The Metrics That Actually Matter
Cost Per Lead (CPL)
This is probably THE most important metric for local businesses.
What it is: How much you're paying, on average, to get one potential customer to raise their hand and say "I'm interested."
Formula: Total Ad Spend ÷ Number of Leads
Example: You spend $500 on Facebook ads. You get 25 phone calls and form submissions. Your CPL is $20.
What's a good CPL?
- Home services (plumbing, HVAC): $15-$50
- Gyms/Fitness: $10-$30
- Restaurants: $5-$15
- Professional services: $30-$100
Conversion Rate
What it is: The percentage of people who take the action you want them to take.
Formula: (Number of Conversions ÷ Number of Visitors) × 100
Example: 1,000 people visit your landing page. 50 fill out the contact form. Your conversion rate is 5%.
Why it matters:
A 1% improvement in conversion rate can double your ROI. If you're spending money on ads but your conversion rate is terrible, you're pouring water into a leaky bucket.
ROAS (Return on Ad Spend)
What it is: For every dollar you spend on ads, how many dollars in revenue do you get back?
Formula: Revenue from Ads ÷ Ad Spend
Example: You spend $1,000 on Google Ads.
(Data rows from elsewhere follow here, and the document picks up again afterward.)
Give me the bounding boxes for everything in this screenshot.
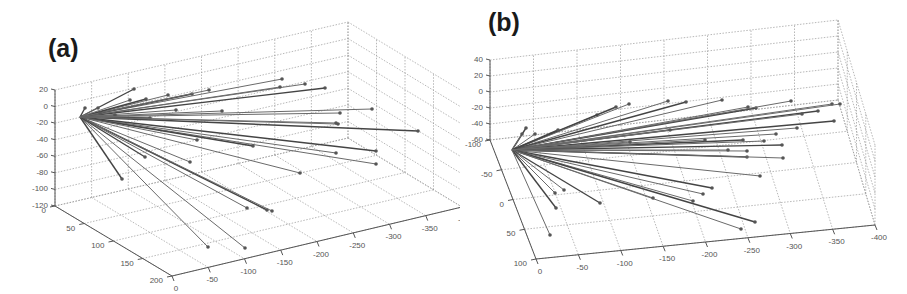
svg-text:-60: -60 — [36, 151, 48, 160]
svg-text:-350: -350 — [422, 224, 439, 233]
svg-text:-150: -150 — [277, 258, 294, 267]
svg-text:-250: -250 — [744, 246, 761, 255]
svg-text:0: 0 — [44, 102, 49, 111]
svg-text:-20: -20 — [471, 103, 483, 112]
svg-text:-200: -200 — [701, 250, 718, 259]
svg-text:100: 100 — [91, 241, 105, 250]
svg-text:40: 40 — [474, 55, 483, 64]
3d-ray-plot-a: 200-20-40-60-80-100-1200501001502000-50-… — [0, 0, 460, 294]
svg-text:50: 50 — [507, 229, 516, 238]
svg-text:0: 0 — [500, 200, 505, 209]
svg-text:0: 0 — [174, 284, 179, 293]
svg-text:-100: -100 — [240, 267, 257, 276]
svg-text:-120: -120 — [32, 201, 49, 210]
svg-text:20: 20 — [39, 85, 48, 94]
svg-text:-20: -20 — [36, 118, 48, 127]
svg-text:-300: -300 — [385, 232, 402, 241]
svg-text:0: 0 — [538, 267, 543, 276]
svg-text:0: 0 — [479, 87, 484, 96]
svg-text:-400: -400 — [871, 233, 888, 242]
svg-text:-200: -200 — [313, 250, 330, 259]
svg-text:-50: -50 — [577, 263, 589, 272]
svg-text:-100: -100 — [32, 184, 49, 193]
3d-ray-plot-b: 40200-20-40-60-100-500501000-50-100-150-… — [460, 0, 907, 294]
svg-text:-40: -40 — [471, 119, 483, 128]
svg-text:0: 0 — [42, 206, 47, 215]
svg-text:150: 150 — [120, 259, 134, 268]
svg-text:-80: -80 — [36, 168, 48, 177]
chart-panel-a: (a) 200-20-40-60-80-100-1200501001502000… — [0, 0, 460, 294]
svg-text:-300: -300 — [786, 242, 803, 251]
svg-text:-250: -250 — [349, 241, 366, 250]
svg-text:-100: -100 — [617, 259, 634, 268]
chart-panel-b: (b) 40200-20-40-60-100-500501000-50-100-… — [460, 0, 907, 294]
svg-text:-50: -50 — [206, 275, 218, 284]
svg-text:200: 200 — [150, 276, 164, 285]
svg-text:-100: -100 — [465, 140, 482, 149]
svg-text:-40: -40 — [36, 135, 48, 144]
svg-text:100: 100 — [514, 259, 528, 268]
svg-text:20: 20 — [474, 71, 483, 80]
svg-text:-150: -150 — [659, 254, 676, 263]
svg-text:50: 50 — [66, 224, 75, 233]
svg-text:-350: -350 — [829, 237, 846, 246]
svg-text:-50: -50 — [481, 170, 493, 179]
Those ads generate $4,000 in sales. Your ROAS is 4:1 (or 400%).
What's a good ROAS?
- Minimum viable: 2:1 ($2 back for every $1 spent)
- Good: 3:1 to 5:1
- Excellent: 5:1+
- Important: This doesn't account for COGS. Real profitability requires factoring in your costs.
Customer Acquisition Cost (CAC)
What it is: The total cost to acquire one paying customer (not just a lead, but someone who actually buys).
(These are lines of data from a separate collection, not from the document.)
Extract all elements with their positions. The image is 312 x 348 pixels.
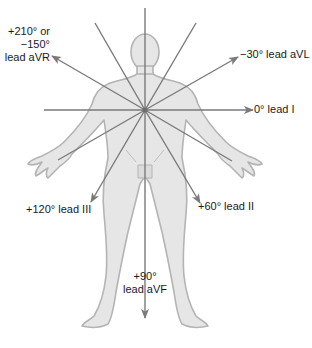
label-lead-II: +60° lead II [198, 200, 254, 213]
axis-center [143, 108, 148, 113]
label-lead-III: +120° lead III [26, 203, 91, 216]
label-lead-I: 0° lead I [254, 103, 294, 116]
label-aVL: −30° lead aVL [240, 48, 310, 61]
label-aVF-angle: +90° [115, 270, 175, 283]
hexaxial-diagram: +210° or −150° lead aVR −30° lead aVL 0°… [0, 0, 312, 348]
label-aVF: +90° lead aVF [115, 270, 175, 296]
label-aVR: +210° or −150° lead aVR [4, 25, 50, 64]
label-aVR-angle: +210° or [4, 25, 50, 38]
label-aVR-angle-alt: −150° [4, 38, 50, 51]
label-aVR-lead: lead aVR [4, 51, 50, 64]
label-aVF-lead: lead aVF [115, 283, 175, 296]
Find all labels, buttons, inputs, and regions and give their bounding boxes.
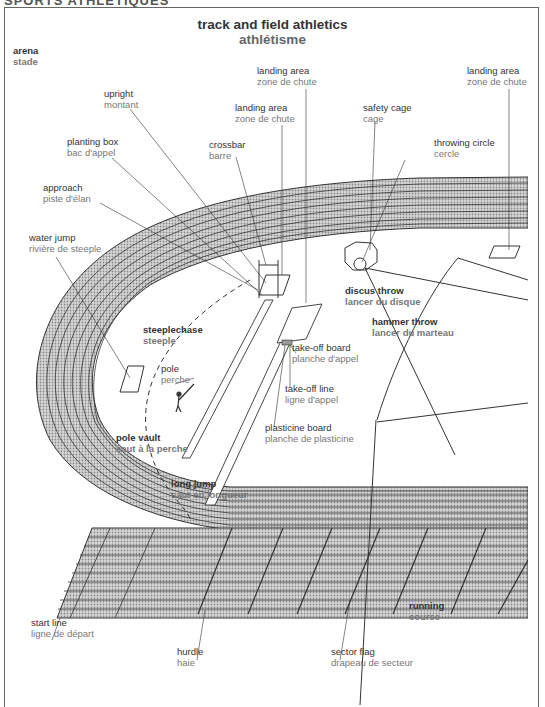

Formula: Total Marketing Spend ÷ Number of New Customers
Example: You spend $2,000 on ads. You get 100 leads. 20 of them become customers. Your CAC is $100.
The Golden Rule:
Your Customer Lifetime Value (LTV) should be at least 3x your CAC. If it costs you $100 to acquire a customer, they should be worth at least $300 to your business over time.
Click-Through Rate (CTR)
What it is: The percentage of people who see your ad and actually click on it.
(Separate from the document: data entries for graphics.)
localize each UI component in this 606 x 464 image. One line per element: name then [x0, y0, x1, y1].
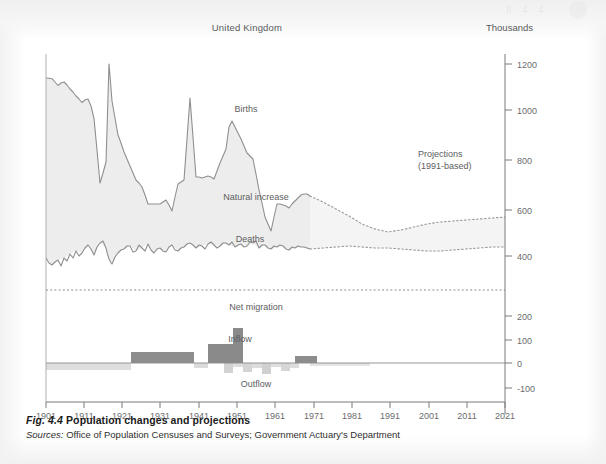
plot-area: 1200 1000 800 600 400 200 100 0	[18, 42, 590, 412]
outflow-bar	[310, 363, 370, 366]
deaths-label: Deaths	[236, 234, 265, 244]
page-corner-artifact-icon: 8 4 4	[502, 2, 598, 24]
y-tick-label: 0	[517, 359, 522, 369]
population-chart: 1200 1000 800 600 400 200 100 0	[18, 42, 590, 412]
figure-title-text: Population changes and projections	[66, 414, 250, 426]
y-axis-ticks: 1200 1000 800 600 400 200 100 0	[505, 60, 537, 394]
projections-label-line1: Projections	[418, 149, 463, 159]
figure-number: Fig. 4.4	[26, 414, 63, 426]
y-tick-label: -100	[517, 384, 535, 394]
outflow-bar	[281, 363, 290, 371]
outflow-bar	[262, 363, 271, 374]
sources-lead: Sources:	[26, 429, 64, 440]
outflow-label: Outflow	[241, 379, 272, 389]
natural-increase-label: Natural increase	[223, 192, 289, 202]
outflow-bar	[252, 363, 262, 368]
outflow-bar	[224, 363, 233, 373]
outflow-bar	[46, 363, 131, 370]
births-label: Births	[234, 104, 258, 114]
outflow-bar	[271, 363, 281, 367]
y-tick-label: 1200	[517, 60, 537, 70]
svg-text:4: 4	[538, 5, 544, 16]
inflow-bar	[208, 344, 233, 363]
outflow-bar	[194, 363, 208, 368]
y-tick-label: 200	[517, 312, 532, 322]
y-tick-label: 400	[517, 252, 532, 262]
sources-text: Office of Population Censuses and Survey…	[66, 429, 400, 440]
outflow-bar	[290, 363, 299, 368]
svg-text:4: 4	[522, 5, 528, 16]
y-tick-label: 800	[517, 156, 532, 166]
svg-text:8: 8	[506, 5, 512, 16]
y-tick-label: 1000	[517, 106, 537, 116]
inflow-bar	[131, 352, 194, 363]
y-axis-units-label: Thousands	[486, 22, 533, 33]
inflow-bar	[295, 356, 317, 363]
outflow-bar	[233, 363, 243, 367]
chart-region-title: United Kingdom	[18, 22, 476, 33]
inflow-label: Inflow	[228, 334, 252, 344]
scanned-page: 8 4 4 United Kingdom Thousands	[0, 0, 606, 464]
y-tick-label: 600	[517, 206, 532, 216]
projections-label-line2: (1991-based)	[418, 161, 472, 171]
figure-area: United Kingdom Thousands	[18, 22, 590, 412]
outflow-bar	[243, 363, 252, 372]
net-migration-label: Net migration	[229, 302, 283, 312]
y-tick-label: 100	[517, 336, 532, 346]
figure-sources: Sources: Office of Population Censuses a…	[26, 429, 586, 440]
figure-caption-title: Fig. 4.4 Population changes and projecti…	[26, 414, 586, 426]
figure-caption: Fig. 4.4 Population changes and projecti…	[26, 414, 586, 440]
Formula: (Clicks ÷ Impressions) × 100
Example: Your ad is shown 10,000 times. 200 people click. Your CTR is 2%.
Why it's overrated (but still useful):
High CTR doesn't mean you're making money—it just means your ad is interesting. But if your CTR is below 1%, your ad copy or targeting is probably off.
Customer Lifetime Value (LTV or CLV)
What it is: The total revenue you can expect from a customer over the entire time they do business with you.
Simple Formula: Average Purchase Value × Number of Purchases Per Year × Average Customer Lifespan
Example: Coffee shop customer spends $8 per visit, visits twice a week (104 times/year), stays loyal for 3 years. LTV = $8 × 104 × 3 = $2,496.
Why this changes everything:
If you know a customer is worth $2,496, you can afford to spend $200-$500 to acquire them. Without knowing your LTV, you can't make smart budget decisions.
The Vanity Metrics to Ignore
Don't obsess over these (they don't pay the bills):
- ✗ Page Likes/Followers: Unless they're buying from you, followers are just a number.
- ✗ Impressions: Being seen doesn't equal revenue.
- ✗ Engagement Rate: Likes and comments are nice, but they don't pay rent.
- ✗ Time on Site: If they're not converting, who cares how long they stayed?
Your Action Plan: Track These 3 KPIs to Start
Don't try to track everything at once. Pick these three to start:
1. Cost Per Lead (CPL)
Track this weekly. If it's climbing, your ads need work. If it's dropping, you're optimizing successfully.
2. Conversion Rate
How many leads become customers? This tells you if your sales process is working.
3. ROAS (Return on Ad Spend)
The bottom line: are you making more than you're spending?
Conclusion: Measure What Matters
Marketing measurement doesn't have to be complicated. Start with the basics: CPL, Conversion Rate, and ROAS. Track them consistently. Compare week to week, month to month. Make decisions based on data, not hunches.
The businesses that win aren't the ones with the biggest budgets—they're the ones who measure relentlessly and optimize based on what the numbers tell them.
Need Help Tracking the Right KPIs?
We'll set up proper tracking, baseline your current performance, and show you the 3-5 KPIs that actually matter for your business—no vanity metrics, just the numbers that drive growth.